Forget those long lines at the pharmacy: Someday soon, you might be making your own medicines at home. That's because researchers have tailored a 3D printer to synthesize pharmaceuticals and other chemicals from simple, widely available starting compounds fed into a series of water bottle–size reactors. The work, they say, could digitize chemistry, allowing users to synthesize almost any compound anywhere in the world.
"It could become a milestone paper, a really seminal paper," says Fraser Stoddart, a chemist and chemistry Nobel laureate at Northwestern University in Evanston, Illinois, who was not involved with the work. "This is one of those articles that has to make [people] sit up and take notice."
[...] In today's issue of Science, [Leroy] Cronin and his colleagues report printing a series of interconnected reaction vessels that carry out four different chemical reactions involving 12 separate steps, from filtering to evaporating different solutions. By adding different reagents and solvents at the right times and in a precise order, they were able to convert simple, widely available starting compounds into a muscle relaxant called baclofen. And by designing reactionware to carry out different chemical reactions with different reagents, they produced other medicines, including an anticonvulsant and a drug to fight ulcers and acid reflux.
[...] But it remains to be seen whether drug regulators will go along with a new way of making medicines. To do so, agencies like the U.S. Food and Drug Administration will need to rewrite their rules for validating the safety of medicines. Instead of signing off on the production facility and manufactured drug samples, regulators would have to validate that reactionware produces the desired medication.
Source: ScienceMag
(Score: 2) by takyon on Monday January 22 2018, @12:18PM
One way for the individual to "easily" "print" drugs would be to use genetically engineered yeast:
'Home-Brewed Morphine' Made Possible [soylentnews.org]
Genetically Engineered Yeasts Produce Thebaine and Hydrocodone [soylentnews.org]
To my knowledge, the genomes of those yeast have not been published, and they aren't available outside of the small number of labs that work on them. If anyone knows any differently or knows any other drugs that have been produced by engineered yeast, let us know.
The yeast approach would be an imperfect way of producing the drugs you want, but maybe there are ways to extend the approach. For example, engineer a switch statement [wikipedia.org] in the genome that lets one strain of yeast produce up to 10 different drugs based on some external factor (such as a chemical or light trigger). You could see a problem happening with that approach, such as some % of the yeast mutating or not working properly, mixing a little hydrocodone into your LSD. But that could be averted by using a centrifuge or something else inside your machine to separate the desired drug from any unwanted components.
At least one proposed chemputer [theguardian.com] does not use any GMO yeast but simply uses novel approaches to chemical reactions in order to miniaturize them and combine steps into a single machine that could produce more than one drug:
Innovations like microfluidic channels [nature.com] are probably going to be very relevant for the hypothetical chemputer.
Just because a yeast strain or chemputer could create morphine [wikipedia.org] does not mean that the effort will easily translate to a general approach capable of creating thousands of molecules, including LSD, ibuprofen [wikipedia.org], VX [wikipedia.org], rophynol [wikipedia.org], TNT [wikipedia.org], etc., all in the same machine with a push of a button. But we could be moving ever closer in that direction, so expect the authoritarians in government to be keeping a close eye on this field.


#### WHAT THIS TASK INVOLVES
Return the following entries exactly, word for word.
[INPUT MATERIAL — start]
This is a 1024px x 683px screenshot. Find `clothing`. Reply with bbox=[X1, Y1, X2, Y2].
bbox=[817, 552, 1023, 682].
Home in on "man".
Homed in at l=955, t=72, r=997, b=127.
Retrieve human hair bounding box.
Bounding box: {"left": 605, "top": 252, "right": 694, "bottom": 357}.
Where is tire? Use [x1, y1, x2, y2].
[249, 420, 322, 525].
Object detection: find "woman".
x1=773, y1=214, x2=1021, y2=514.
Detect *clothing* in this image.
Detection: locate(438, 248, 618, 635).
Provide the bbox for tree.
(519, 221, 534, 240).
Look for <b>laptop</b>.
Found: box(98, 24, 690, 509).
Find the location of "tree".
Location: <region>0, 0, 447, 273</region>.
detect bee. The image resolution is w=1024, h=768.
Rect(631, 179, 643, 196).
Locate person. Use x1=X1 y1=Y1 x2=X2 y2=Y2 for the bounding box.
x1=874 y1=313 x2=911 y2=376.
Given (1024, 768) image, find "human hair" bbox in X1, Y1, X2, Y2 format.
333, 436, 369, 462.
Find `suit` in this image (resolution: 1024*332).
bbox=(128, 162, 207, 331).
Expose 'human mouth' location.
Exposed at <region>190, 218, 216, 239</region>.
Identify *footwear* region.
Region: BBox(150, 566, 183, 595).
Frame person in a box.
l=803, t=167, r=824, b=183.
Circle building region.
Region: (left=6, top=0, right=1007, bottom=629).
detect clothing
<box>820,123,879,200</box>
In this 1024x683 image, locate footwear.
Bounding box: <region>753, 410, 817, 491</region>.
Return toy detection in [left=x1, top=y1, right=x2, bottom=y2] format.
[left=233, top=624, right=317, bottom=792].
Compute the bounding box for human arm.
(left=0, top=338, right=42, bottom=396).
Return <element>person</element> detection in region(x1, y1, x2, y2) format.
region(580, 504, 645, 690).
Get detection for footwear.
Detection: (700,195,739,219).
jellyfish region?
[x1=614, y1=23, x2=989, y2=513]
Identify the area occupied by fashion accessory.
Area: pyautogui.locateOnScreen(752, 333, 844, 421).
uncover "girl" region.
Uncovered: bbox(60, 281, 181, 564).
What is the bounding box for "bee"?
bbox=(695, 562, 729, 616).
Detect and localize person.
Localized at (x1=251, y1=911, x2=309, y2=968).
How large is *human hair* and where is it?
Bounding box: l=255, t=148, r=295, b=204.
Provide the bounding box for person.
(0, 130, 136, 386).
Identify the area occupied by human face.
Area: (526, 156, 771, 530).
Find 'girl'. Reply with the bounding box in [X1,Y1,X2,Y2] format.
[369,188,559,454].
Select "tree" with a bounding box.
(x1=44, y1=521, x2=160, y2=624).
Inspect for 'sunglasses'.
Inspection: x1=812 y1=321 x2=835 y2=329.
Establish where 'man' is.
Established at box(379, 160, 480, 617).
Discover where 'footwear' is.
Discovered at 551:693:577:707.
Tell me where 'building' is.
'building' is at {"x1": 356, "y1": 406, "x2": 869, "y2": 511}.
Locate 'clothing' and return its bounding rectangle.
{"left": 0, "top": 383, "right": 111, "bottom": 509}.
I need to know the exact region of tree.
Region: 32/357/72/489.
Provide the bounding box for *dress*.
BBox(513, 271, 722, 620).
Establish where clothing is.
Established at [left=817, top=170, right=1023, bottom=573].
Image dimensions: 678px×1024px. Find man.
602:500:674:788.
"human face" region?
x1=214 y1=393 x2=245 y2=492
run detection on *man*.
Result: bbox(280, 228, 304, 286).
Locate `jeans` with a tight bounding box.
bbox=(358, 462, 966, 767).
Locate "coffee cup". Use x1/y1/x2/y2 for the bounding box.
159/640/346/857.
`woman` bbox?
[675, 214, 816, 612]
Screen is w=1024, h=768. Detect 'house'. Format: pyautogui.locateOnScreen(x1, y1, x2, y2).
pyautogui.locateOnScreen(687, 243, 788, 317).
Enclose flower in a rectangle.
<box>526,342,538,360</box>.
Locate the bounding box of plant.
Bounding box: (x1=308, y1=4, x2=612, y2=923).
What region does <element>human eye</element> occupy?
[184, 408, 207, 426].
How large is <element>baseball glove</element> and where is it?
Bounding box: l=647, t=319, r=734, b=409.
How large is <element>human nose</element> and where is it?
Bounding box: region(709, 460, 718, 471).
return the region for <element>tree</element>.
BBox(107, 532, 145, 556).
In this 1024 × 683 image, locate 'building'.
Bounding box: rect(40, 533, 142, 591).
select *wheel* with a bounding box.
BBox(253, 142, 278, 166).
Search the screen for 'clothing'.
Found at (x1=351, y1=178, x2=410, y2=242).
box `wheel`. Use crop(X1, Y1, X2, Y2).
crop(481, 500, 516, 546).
[INPUT MATERIAL — finish]
#### ANSWER TO THE EXERCISE
This is a 1024px x 683px screenshot. Find `clothing`. Reply with bbox=[X1, Y1, X2, Y2].
bbox=[817, 552, 1023, 682].
Home in on "man".
Homed in at l=955, t=72, r=997, b=127.
Retrieve human hair bounding box.
Bounding box: {"left": 605, "top": 252, "right": 694, "bottom": 357}.
Where is tire? Use [x1, y1, x2, y2].
[249, 420, 322, 525].
Object detection: find "woman".
x1=773, y1=214, x2=1021, y2=514.
Detect *clothing* in this image.
Detection: locate(438, 248, 618, 635).
Provide the bbox for tree.
(519, 221, 534, 240).
Look for <b>laptop</b>.
Found: box(98, 24, 690, 509).
Find the location of "tree".
Location: <region>0, 0, 447, 273</region>.
detect bee. The image resolution is w=1024, h=768.
Rect(631, 179, 643, 196).
Locate person. Use x1=X1 y1=Y1 x2=X2 y2=Y2 for the bounding box.
x1=874 y1=313 x2=911 y2=376.
Given (1024, 768) image, find "human hair" bbox in X1, Y1, X2, Y2 format.
333, 436, 369, 462.
Find `suit` in this image (resolution: 1024*332).
bbox=(128, 162, 207, 331).
Expose 'human mouth' location.
Exposed at <region>190, 218, 216, 239</region>.
Identify *footwear* region.
Region: BBox(150, 566, 183, 595).
Frame person in a box.
l=803, t=167, r=824, b=183.
Circle building region.
Region: (left=6, top=0, right=1007, bottom=629).
detect clothing
<box>820,123,879,200</box>
In this 1024x683 image, locate footwear.
Bounding box: <region>753, 410, 817, 491</region>.
Return toy detection in [left=x1, top=y1, right=x2, bottom=y2] format.
[left=233, top=624, right=317, bottom=792].
Compute the bounding box for human arm.
(left=0, top=338, right=42, bottom=396).
Return <element>person</element> detection in region(x1, y1, x2, y2) format.
region(580, 504, 645, 690).
Get detection for footwear.
Detection: (700,195,739,219).
jellyfish region?
[x1=614, y1=23, x2=989, y2=513]
Identify the area occupied by fashion accessory.
Area: pyautogui.locateOnScreen(752, 333, 844, 421).
uncover "girl" region.
Uncovered: bbox(60, 281, 181, 564).
What is the bounding box for "bee"?
bbox=(695, 562, 729, 616).
Detect and localize person.
Localized at (x1=251, y1=911, x2=309, y2=968).
How large is *human hair* and where is it?
Bounding box: l=255, t=148, r=295, b=204.
Provide the bounding box for person.
(0, 130, 136, 386).
Identify the area occupied by human face.
Area: (526, 156, 771, 530).
Find 'girl'. Reply with the bounding box in [X1,Y1,X2,Y2] format.
[369,188,559,454].
Select "tree" with a bounding box.
(x1=44, y1=521, x2=160, y2=624).
Inspect for 'sunglasses'.
Inspection: x1=812 y1=321 x2=835 y2=329.
Establish where 'man' is.
Established at box(379, 160, 480, 617).
Discover where 'footwear' is.
Discovered at 551:693:577:707.
Tell me where 'building' is.
'building' is at {"x1": 356, "y1": 406, "x2": 869, "y2": 511}.
Locate 'clothing' and return its bounding rectangle.
{"left": 0, "top": 383, "right": 111, "bottom": 509}.
I need to know the exact region of tree.
Region: 32/357/72/489.
Provide the bounding box for *dress*.
BBox(513, 271, 722, 620).
Establish where clothing is.
Established at [left=817, top=170, right=1023, bottom=573].
Image dimensions: 678px×1024px. Find man.
602:500:674:788.
"human face" region?
x1=214 y1=393 x2=245 y2=492
run detection on *man*.
Result: bbox(280, 228, 304, 286).
Locate `jeans` with a tight bounding box.
bbox=(358, 462, 966, 767).
Locate "coffee cup". Use x1/y1/x2/y2 for the bounding box.
159/640/346/857.
`woman` bbox?
[675, 214, 816, 612]
Screen is w=1024, h=768. Detect 'house'. Format: pyautogui.locateOnScreen(x1, y1, x2, y2).
pyautogui.locateOnScreen(687, 243, 788, 317).
Enclose flower in a rectangle.
<box>526,342,538,360</box>.
Locate the bounding box of plant.
Bounding box: (x1=308, y1=4, x2=612, y2=923).
What region does <element>human eye</element> occupy?
[184, 408, 207, 426].
How large is <element>baseball glove</element> and where is it?
Bounding box: l=647, t=319, r=734, b=409.
How large is <element>human nose</element> and where is it?
Bounding box: region(709, 460, 718, 471).
return the region for <element>tree</element>.
BBox(107, 532, 145, 556).
In this 1024 × 683 image, locate 'building'.
Bounding box: rect(40, 533, 142, 591).
select *wheel* with a bounding box.
BBox(253, 142, 278, 166).
Search the screen for 'clothing'.
Found at (x1=351, y1=178, x2=410, y2=242).
box `wheel`. Use crop(X1, Y1, X2, Y2).
crop(481, 500, 516, 546).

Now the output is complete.